There are certifications for everything: crops that aren't genetically-modified, makeup that wasn't tested on animals, clothing made without child labor, coffee that provides farmers with steady wages. Now, there's another, given to companies that treat their female employees fairly.
This morning brought the announcement that L’Oréal USA is the first U.S. company to pin an Economic Dividends for Gender Equality (EDGE) certification to its corporate vest, indicating its commitment to gender equality in the workplace. The evaluation process involved interviewing 3,000 of L'Oréal's 10,000 U.S. employees, and EDGE found that the company's hiring practices, mentorship programs, and demographic data passed muster. (EDGE apparently doesn't hold companies to any specific quotas.)
L’Oréal says that, for now, the designation won’t be consumer-facing, rather "an internal blueprint" for cementing gender equality into the company's culture. That said, for other certified companies, affixing labels to products is "certainly an option," a spokesperson from EDGE told me. Would consumers be more loyal to companies that use labels to indicate their commitment to gender equality?
“I am skeptical,” says Nicola Misani, a researcher at Italy’s Bocconi University who co-authored a paper in 2009 on consumers' perceptions of Fair Trade products. “Consumers tend to be confused by the great number and variety of labels they already find on products…and introducing one more would probably add to the jumble.”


**WORK TO BE COMPLETED**:
Copy each line of the listing below where the word "oscillator" turns up.
[DATASET RECORDS]
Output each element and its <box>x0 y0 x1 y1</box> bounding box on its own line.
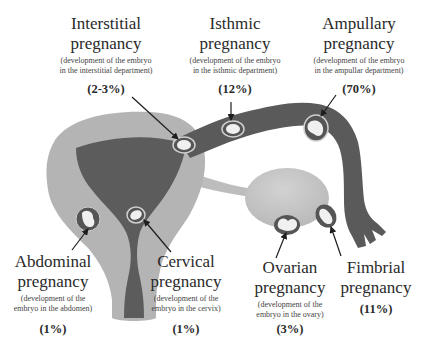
embryo-ampullary <box>304 115 328 141</box>
isthmic-desc-line1: (development of the embryo <box>180 56 290 66</box>
arrow-fimbrial <box>331 227 341 256</box>
ovarian-title-line1: Ovarian <box>252 258 328 278</box>
embryo-isthmic <box>222 121 244 137</box>
cervical-desc-line2: embryo in the cervix) <box>146 304 226 314</box>
cervical-percent: (1%) <box>146 323 226 336</box>
ovarian-percent: (3%) <box>252 323 328 336</box>
interstitial-desc-line1: (development of the embryo <box>46 56 166 66</box>
ovarian-desc-line1: (development of the <box>252 300 328 310</box>
interstitial-title-line2: pregnancy <box>46 34 166 54</box>
cervical-title-line1: Cervical <box>146 252 226 272</box>
isthmic-title-line2: pregnancy <box>180 34 290 54</box>
fimbrial-title-line2: pregnancy <box>336 278 416 298</box>
fimbrial-percent: (11%) <box>336 303 416 316</box>
arrow-ovarian <box>276 233 286 258</box>
embryo-ovarian <box>274 215 300 235</box>
cervical-desc-line1: (development of the <box>146 294 226 304</box>
ovarian-title-line2: pregnancy <box>252 278 328 298</box>
interstitial-desc-line2: in the interstitial department) <box>46 66 166 76</box>
ampullary-title-line2: pregnancy <box>304 34 414 54</box>
ampullary-title-line1: Ampullary <box>304 14 414 34</box>
label-isthmic: Isthmic pregnancy (development of the em… <box>180 14 290 96</box>
embryo-cervical <box>127 207 145 223</box>
abdominal-title-line1: Abdominal <box>8 252 98 272</box>
label-interstitial: Interstitial pregnancy (development of t… <box>46 14 166 96</box>
ampullary-desc-line1: (development of the embryo <box>304 56 414 66</box>
abdominal-desc-line2: embryo in the abdomen) <box>8 304 98 314</box>
abdominal-title-line2: pregnancy <box>8 272 98 292</box>
abdominal-desc-line1: (development of the <box>8 294 98 304</box>
embryo-interstitial <box>173 137 195 153</box>
label-ovarian: Ovarian pregnancy (development of the em… <box>252 258 328 336</box>
cervical-title-line2: pregnancy <box>146 272 226 292</box>
abdominal-percent: (1%) <box>8 323 98 336</box>
isthmic-desc-line2: in the isthmic department) <box>180 66 290 76</box>
label-cervical: Cervical pregnancy (development of the e… <box>146 252 226 336</box>
ectopic-pregnancy-diagram: Interstitial pregnancy (development of t… <box>0 0 429 346</box>
label-abdominal: Abdominal pregnancy (development of the … <box>8 252 98 336</box>
interstitial-title-line1: Interstitial <box>46 14 166 34</box>
ovarian-desc-line2: embryo in the ovary) <box>252 310 328 320</box>
label-fimbrial: Fimbrial pregnancy (11%) <box>336 258 416 316</box>
isthmic-percent: (12%) <box>180 83 290 96</box>
ampullary-percent: (70%) <box>304 83 414 96</box>
interstitial-percent: (2-3%) <box>46 83 166 96</box>
isthmic-title-line1: Isthmic <box>180 14 290 34</box>
fimbrial-title-line1: Fimbrial <box>336 258 416 278</box>
ampullary-desc-line2: in the ampullar department) <box>304 66 414 76</box>
embryo-abdominal <box>76 207 100 231</box>
label-ampullary: Ampullary pregnancy (development of the … <box>304 14 414 96</box>
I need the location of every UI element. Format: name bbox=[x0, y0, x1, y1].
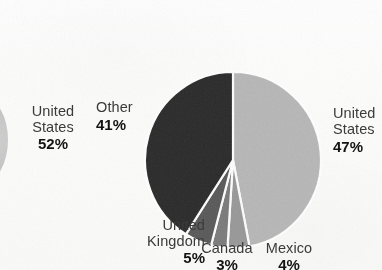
slice-label-other-percent: 41% bbox=[96, 117, 133, 134]
slice-label-united-states-percent: 47% bbox=[333, 139, 376, 156]
slice-label-canada: Canada 3% bbox=[196, 241, 258, 270]
slice-label-united-kingdom-line1: United bbox=[115, 218, 205, 234]
slice-label-mexico-name: Mexico bbox=[258, 241, 320, 257]
slice-label-other: Other 41% bbox=[96, 100, 133, 133]
slice-label-united-states-line1: United bbox=[333, 106, 376, 122]
pie-chart-figure: Other 41% United States 47% United Kingd… bbox=[0, 0, 382, 270]
slice-label-united-states: United States 47% bbox=[333, 106, 376, 155]
slice-label-united-kingdom: United Kingdom 5% bbox=[115, 218, 205, 266]
slice-label-united-kingdom-line2: Kingdom bbox=[115, 234, 205, 250]
slice-label-mexico-percent: 4% bbox=[258, 257, 320, 270]
slice-label-united-kingdom-percent: 5% bbox=[115, 250, 205, 267]
slice-label-united-states-line2: States bbox=[333, 122, 376, 138]
slice-label-canada-name: Canada bbox=[196, 241, 258, 257]
slice-label-mexico: Mexico 4% bbox=[258, 241, 320, 270]
slice-label-other-name: Other bbox=[96, 100, 133, 116]
slice-label-canada-percent: 3% bbox=[196, 257, 258, 270]
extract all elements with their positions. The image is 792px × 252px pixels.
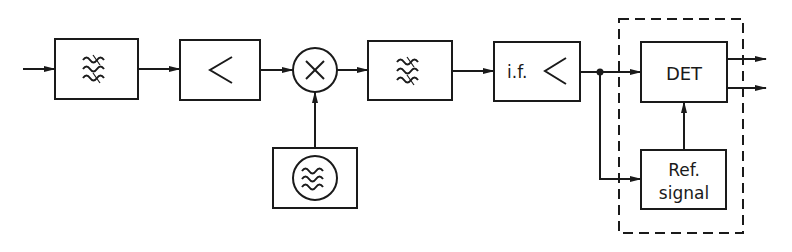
bandpass-filter-icon	[397, 57, 418, 85]
amplifier-icon	[545, 58, 566, 84]
input-filter-block	[55, 39, 138, 99]
rf-amplifier-block	[180, 40, 260, 100]
oscillator-icon	[302, 169, 323, 190]
bandpass-filter-icon	[83, 55, 104, 83]
amplifier-icon	[210, 57, 232, 83]
junction-dot	[597, 69, 604, 76]
block-diagram: i.f. DET Ref. signal	[0, 0, 792, 252]
mixer-block	[293, 48, 337, 92]
if-filter-block	[368, 41, 452, 100]
local-oscillator-block	[273, 148, 357, 208]
connector-if-amp-to-ref	[600, 72, 641, 179]
ref-label-line2: signal	[659, 183, 709, 203]
ref-label-line1: Ref.	[668, 160, 700, 180]
det-label: DET	[666, 63, 703, 84]
if-label: i.f.	[507, 62, 527, 82]
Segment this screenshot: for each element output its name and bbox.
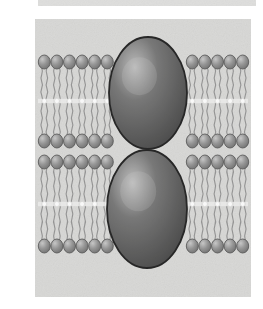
panel-grain-overlay bbox=[35, 19, 251, 297]
membrane-figure bbox=[0, 0, 263, 309]
membrane-stage bbox=[35, 19, 251, 297]
top-cropped-strip bbox=[38, 0, 256, 6]
membrane-diagram-svg bbox=[0, 0, 263, 309]
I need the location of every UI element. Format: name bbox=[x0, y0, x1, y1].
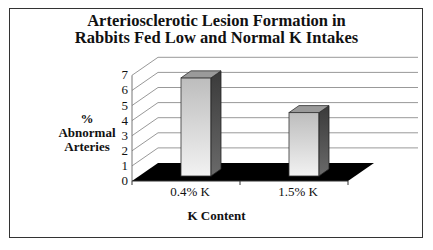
gridline-side bbox=[132, 148, 158, 166]
gridline-side bbox=[132, 57, 158, 75]
y-tick-label: 3 bbox=[114, 128, 128, 144]
gridline-side bbox=[132, 133, 158, 151]
x-category-label: 0.4% K bbox=[160, 184, 220, 200]
x-axis-label: K Content bbox=[0, 208, 433, 224]
y-tick-label: 6 bbox=[114, 82, 128, 98]
gridline-side bbox=[132, 118, 158, 136]
y-tick-label: 4 bbox=[114, 113, 128, 129]
gridline-side bbox=[132, 103, 158, 121]
x-category-label: 1.5% K bbox=[268, 184, 328, 200]
bar-side bbox=[319, 106, 329, 176]
chart-floor bbox=[132, 163, 374, 181]
y-tick-label: 5 bbox=[114, 98, 128, 114]
bar-front bbox=[289, 113, 319, 176]
y-tick-label: 0 bbox=[114, 173, 128, 189]
bar-front bbox=[181, 78, 211, 176]
gridline-side bbox=[132, 72, 158, 90]
y-tick-label: 1 bbox=[114, 158, 128, 174]
y-tick-label: 7 bbox=[114, 67, 128, 83]
y-tick-label: 2 bbox=[114, 143, 128, 159]
gridline-side bbox=[132, 88, 158, 106]
bar-side bbox=[211, 71, 221, 176]
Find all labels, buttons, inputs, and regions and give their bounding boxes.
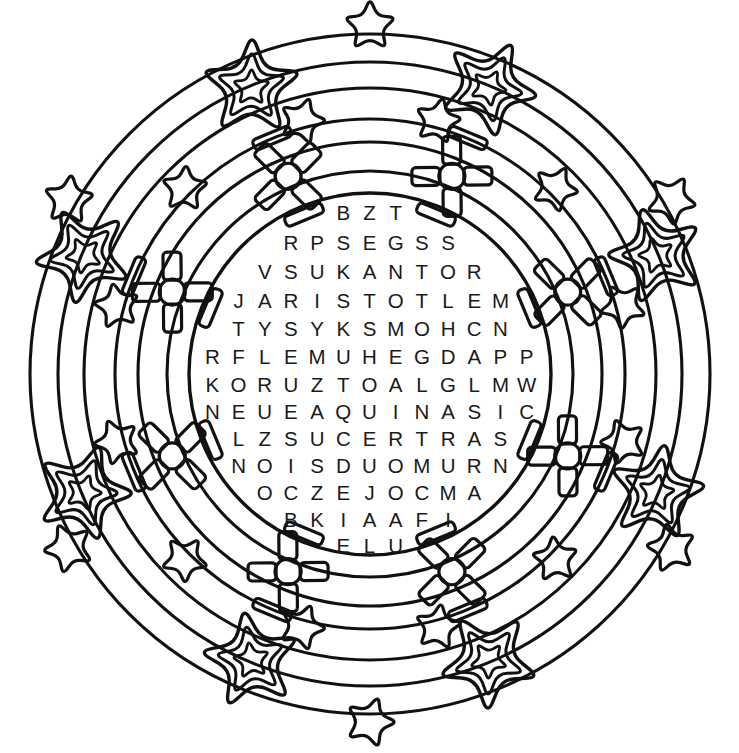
mandala-artwork: [0, 0, 739, 753]
page-background: [0, 0, 739, 753]
mandala-page: BZTRPSEGSSVSUKANTORJARISTOTLEMTYSYKSMOHC…: [0, 0, 739, 753]
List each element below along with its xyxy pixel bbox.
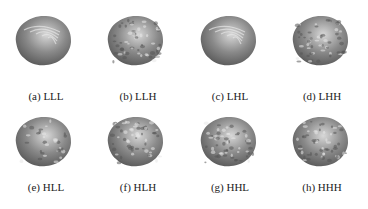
shape-render-g: [195, 113, 261, 171]
shape-render-f: [102, 113, 168, 171]
shape-render-c: [195, 12, 261, 70]
caption-c: (c) LHL: [184, 90, 276, 102]
caption-g: (g) HHL: [184, 181, 276, 193]
caption-a: (a) LLL: [0, 90, 92, 102]
shape-render-a: [10, 12, 76, 70]
caption-d: (d) LHH: [276, 90, 368, 102]
caption-h: (h) HHH: [276, 181, 368, 193]
caption-b: (b) LLH: [92, 90, 184, 102]
shape-render-b: [102, 12, 168, 70]
shape-render-d: [287, 12, 353, 70]
caption-f: (f) HLH: [92, 181, 184, 193]
caption-e: (e) HLL: [0, 181, 92, 193]
shape-render-h: [287, 113, 353, 171]
shape-render-e: [10, 113, 76, 171]
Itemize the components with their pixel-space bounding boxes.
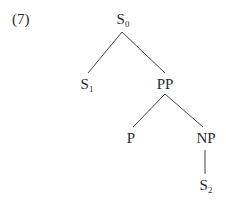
node-s0: S0 (117, 12, 130, 29)
node-np: NP (196, 131, 215, 146)
node-s2: S2 (200, 178, 213, 195)
edge-pp-np (165, 94, 203, 127)
node-s1: S1 (81, 77, 94, 94)
tree-edges (0, 0, 226, 201)
node-p-label: P (127, 130, 135, 146)
node-s2-sub: 2 (208, 185, 213, 195)
edge-s0-s1 (88, 32, 122, 73)
node-pp: PP (157, 77, 174, 92)
node-pp-label: PP (157, 76, 174, 92)
node-s0-sub: 0 (125, 19, 130, 29)
node-s1-sub: 1 (89, 84, 94, 94)
node-np-label: NP (196, 130, 215, 146)
node-p: P (127, 131, 135, 146)
edge-pp-p (133, 94, 165, 127)
edge-s0-pp (122, 32, 165, 73)
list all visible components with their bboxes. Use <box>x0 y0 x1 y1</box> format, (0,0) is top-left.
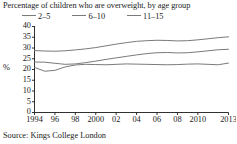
x-tick-label: 06 <box>146 116 168 124</box>
data-series <box>35 37 229 71</box>
x-tick-label: 1994 <box>24 116 46 124</box>
y-tick-label: 30 <box>15 44 31 52</box>
series-line-11-15 <box>35 37 229 51</box>
series-line-6-10 <box>35 49 229 64</box>
y-tick-label: 20 <box>15 65 31 73</box>
x-tick-label: 2000 <box>85 116 107 124</box>
x-tick-label: 02 <box>105 116 127 124</box>
y-tick-label: 15 <box>15 76 31 84</box>
x-tick-label: 2010 <box>187 116 209 124</box>
y-tick-label: 40 <box>15 22 31 30</box>
x-tick-label: 08 <box>166 116 188 124</box>
y-tick-label: 35 <box>15 33 31 41</box>
y-tick-label: 10 <box>15 87 31 95</box>
y-tick-label: 5 <box>15 98 31 106</box>
x-tick-label: 96 <box>44 116 66 124</box>
chart-figure: Percentage of children who are overweigh… <box>0 0 236 144</box>
source-note: Source: Kings College London <box>3 131 106 140</box>
x-tick-label: 2013 <box>218 116 237 124</box>
x-tick-label: 04 <box>126 116 148 124</box>
y-tick-label: 25 <box>15 55 31 63</box>
x-tick-label: 98 <box>64 116 86 124</box>
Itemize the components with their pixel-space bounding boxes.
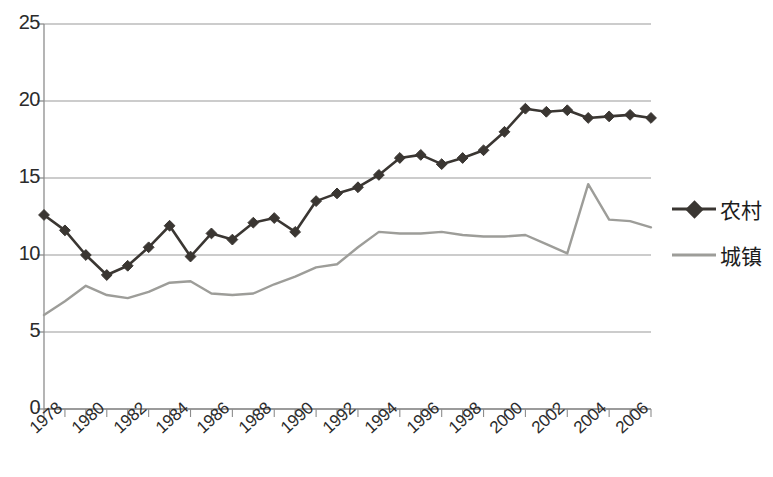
series-line-urban [44,184,651,315]
diamond-marker-icon [685,200,703,218]
y-tick-label: 5 [0,319,40,342]
gridlines-group [44,24,651,409]
series-group [39,103,657,315]
y-tick-label: 15 [0,165,40,188]
legend-line-urban [672,254,716,257]
data-point-marker [625,109,636,120]
data-point-marker [332,188,343,199]
data-point-marker [415,150,426,161]
data-point-marker [457,153,468,164]
legend-entry-rural: 农村 [672,194,762,224]
legend-swatch-urban [672,245,716,265]
y-tick-label: 20 [0,88,40,111]
chart-container: 2520151050 19781980198219841986198819901… [0,0,773,477]
data-point-marker [646,113,657,124]
y-tick-label: 10 [0,242,40,265]
y-tick-label: 25 [0,11,40,34]
legend-label-urban: 城镇 [716,240,762,270]
legend-label-rural: 农村 [716,194,762,224]
data-point-marker [541,106,552,117]
data-point-marker [562,105,573,116]
legend-entry-urban: 城镇 [672,240,762,270]
data-point-marker [353,182,364,193]
data-point-marker [436,159,447,170]
data-point-marker [583,113,594,124]
legend-swatch-rural [672,199,716,219]
axes-group [37,24,651,409]
data-point-marker [604,111,615,122]
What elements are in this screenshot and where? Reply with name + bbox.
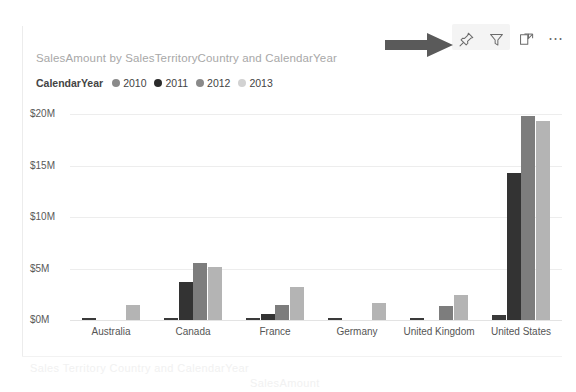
plot-area: AustraliaCanadaFranceGermanyUnited Kingd… — [70, 114, 562, 320]
bar[interactable] — [439, 306, 453, 320]
legend-swatch-2013 — [238, 79, 246, 87]
y-axis-tick-label: $5M — [30, 263, 66, 274]
x-axis-tick-label: Australia — [66, 326, 156, 338]
more-options-icon[interactable]: ⋯ — [548, 32, 565, 48]
y-axis-tick-label: $10M — [30, 211, 66, 222]
legend-title: CalendarYear — [36, 77, 103, 89]
bar[interactable] — [372, 303, 386, 321]
legend-item-2010[interactable]: 2010 — [112, 77, 146, 89]
bar[interactable] — [126, 305, 140, 320]
tile-bottom-border — [22, 356, 562, 357]
bar[interactable] — [507, 173, 521, 320]
legend-item-2013[interactable]: 2013 — [238, 77, 272, 89]
gridline — [70, 166, 562, 167]
bar[interactable] — [536, 121, 550, 320]
gridline — [70, 114, 562, 115]
bar-group — [410, 114, 468, 320]
bar-group — [492, 114, 550, 320]
y-axis-tick-label: $20M — [30, 108, 66, 119]
bar[interactable] — [410, 318, 424, 320]
bar[interactable] — [328, 318, 342, 320]
x-axis-tick-label: Germany — [312, 326, 402, 338]
legend-label-2010: 2010 — [123, 77, 146, 89]
tile-left-border — [22, 26, 23, 356]
bar[interactable] — [208, 267, 222, 320]
ghost-text-line2: SalesAmount — [250, 377, 320, 389]
bar[interactable] — [454, 295, 468, 320]
bar-group — [328, 114, 386, 320]
visual-toolbar[interactable]: ⋯ — [458, 31, 565, 48]
bar-group — [82, 114, 140, 320]
gridline — [70, 269, 562, 270]
legend-label-2011: 2011 — [165, 77, 188, 89]
bar-group — [246, 114, 304, 320]
chart-tile: Sales Territory Country and CalendarYear… — [0, 0, 576, 392]
pin-icon[interactable] — [458, 31, 475, 48]
bar[interactable] — [290, 287, 304, 320]
legend-item-2012[interactable]: 2012 — [196, 77, 230, 89]
bar[interactable] — [275, 305, 289, 320]
bar[interactable] — [82, 318, 96, 320]
x-axis-tick-label: Canada — [148, 326, 238, 338]
bar[interactable] — [492, 315, 506, 320]
ghost-text-line1: Sales Territory Country and CalendarYear — [30, 362, 249, 374]
bar[interactable] — [193, 263, 207, 320]
legend-swatch-2011 — [154, 79, 162, 87]
x-axis-tick-label: France — [230, 326, 320, 338]
bar[interactable] — [164, 318, 178, 320]
bar[interactable] — [521, 116, 535, 320]
y-axis-tick-label: $0M — [30, 314, 66, 325]
legend-swatch-2010 — [112, 79, 120, 87]
x-axis-tick-label: United Kingdom — [394, 326, 484, 338]
y-axis-tick-label: $15M — [30, 160, 66, 171]
x-axis-tick-label: United States — [476, 326, 566, 338]
legend-label-2012: 2012 — [207, 77, 230, 89]
gridline — [70, 217, 562, 218]
bar[interactable] — [261, 314, 275, 320]
focus-mode-icon[interactable] — [518, 31, 535, 48]
legend-swatch-2012 — [196, 79, 204, 87]
legend-label-2013: 2013 — [249, 77, 272, 89]
bar[interactable] — [246, 318, 260, 320]
x-axis-line — [70, 320, 562, 321]
bar-group — [164, 114, 222, 320]
legend-item-2011[interactable]: 2011 — [154, 77, 188, 89]
annotation-arrow — [385, 33, 453, 57]
filter-icon[interactable] — [488, 31, 505, 48]
bar[interactable] — [179, 282, 193, 320]
chart-legend: CalendarYear 2010 2011 2012 2013 — [36, 77, 281, 89]
chart-title: SalesAmount by SalesTerritoryCountry and… — [36, 52, 337, 64]
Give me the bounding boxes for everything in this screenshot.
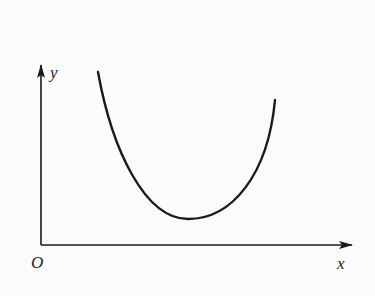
function-graph: y x O <box>0 0 375 296</box>
graph-canvas <box>0 0 375 296</box>
x-axis-label: x <box>337 255 345 272</box>
function-curve <box>98 72 275 219</box>
origin-label: O <box>31 254 43 271</box>
y-axis-label: y <box>50 64 58 81</box>
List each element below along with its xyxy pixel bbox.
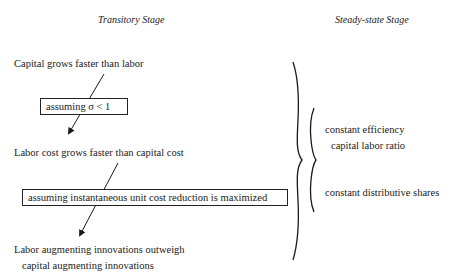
large-brace-icon (293, 62, 302, 260)
steady-constant-efficiency-line2: capital labor ratio (331, 140, 405, 152)
steady-constant-distributive-shares: constant distributive shares (325, 187, 439, 199)
assumption-sigma-box: assuming σ < 1 (40, 98, 128, 115)
transitory-stage-header: Transitory Stage (98, 14, 164, 26)
step-labor-cost-grows: Labor cost grows faster than capital cos… (14, 147, 184, 159)
small-brace-icon (310, 108, 316, 212)
steady-state-stage-header: Steady-state Stage (335, 14, 409, 26)
step-labor-augmenting-line1: Labor augmenting innovations outweigh (14, 244, 185, 256)
assumption-cost-reduction-box: assuming instantaneous unit cost reducti… (22, 189, 288, 206)
step-capital-grows: Capital grows faster than labor (14, 58, 143, 70)
step-labor-augmenting-line2: capital augmenting innovations (22, 260, 154, 272)
steady-constant-efficiency-line1: constant efficiency (325, 124, 404, 136)
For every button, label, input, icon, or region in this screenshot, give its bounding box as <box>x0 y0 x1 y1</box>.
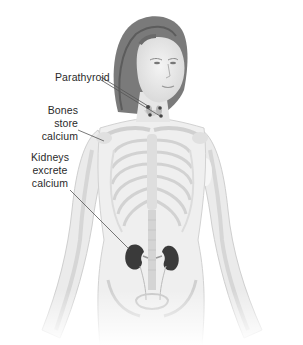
[/DATASET RECORDS]
**OUTPUT OF THE EXERCISE**:
oscillator-icon	[302, 169, 323, 190]
local-oscillator-block	[273, 148, 357, 208]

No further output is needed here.